A relay was used to trigger the camera by the extraction control unit at a specific time. (A) Instrument-related factors; (B) method-related factors; (C) sample-related factors. Camera settings: ISO, 4000; F, 4.0; exposure time, 1/2000 s. In (A), the third one corresponds to the default conditions; in (B and C), the first one corresponds to the default conditions. The yellow tube (spindle) is fixed to the motor (top), and it is used to stir the sample during pressurization and stage 2 of the extraction step.

DOI: 10.7717/peerj-achem.2/supp-8

Reproducibility of the default conditions.

Sample, 5 × 10−6 M analytes dissolved in 5 vol. % ethanol/water mixture; carrier gas, carbon dioxide; extract transfer tubing, I.D. = 1.0 mm; extract transfer tubing length, 60 cm; n = 33 on 11 different days. (A) EF; (B) S/N. Symbols: thin horizontal line—median (50th percentile) line; upper part of box—50th to 75th percentile; lower part of box—25th to 50th percentile; whisker length—5th to 95th percentile; square marker—mean; cross marker—1%, 99%.

DOI: 10.7717/peerj-achem.2/supp-9

Temporal profiles of carbon dioxide flow during depressurization (saturation, 1 out of 60 s; stage 1 of the extraction step, 2 s; part of stage 2 in the extraction step, 2 out of 28 s) recorded by mass flow controller.

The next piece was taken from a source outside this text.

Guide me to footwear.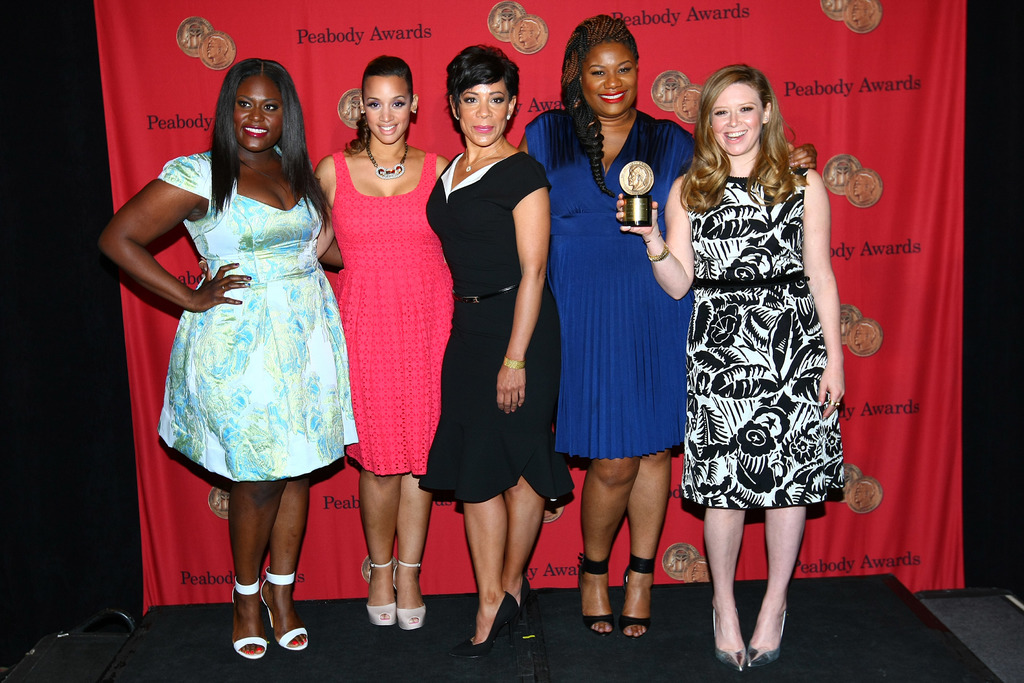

(model no. F-201CL-013-1K0-A; Bronkhorst, Ruurlo, Netherlands) A control signal of 5.02 V was applied to the analog pin of mass flow controller in order to set the maximum gas flow rate at ~0.75 L min−1. The analog signal provided by the mass flow controller was recorded by an Arduino Uno microcontroller board with a built-in 10-bit analog/digital converter every 0.1 s. Solid line represents depressurization of empty vial; dashed line represents depressurization of vial filled with 10 mL of 5 vol. % EtOH in water; red dotted line represents saturation level of gas flow rate (~0.75 L min−1). The observation of greater gas flow rate for the vial with liquid solution than the empty vial upon opening V1 is because the liquid solution occupies approximately half of the vial volume. Therefore, it takes less time for the carrier gas to fill up the sample chamber, and enter into the extract transfer flow line, while a smaller volume of gas needs to be pressurized.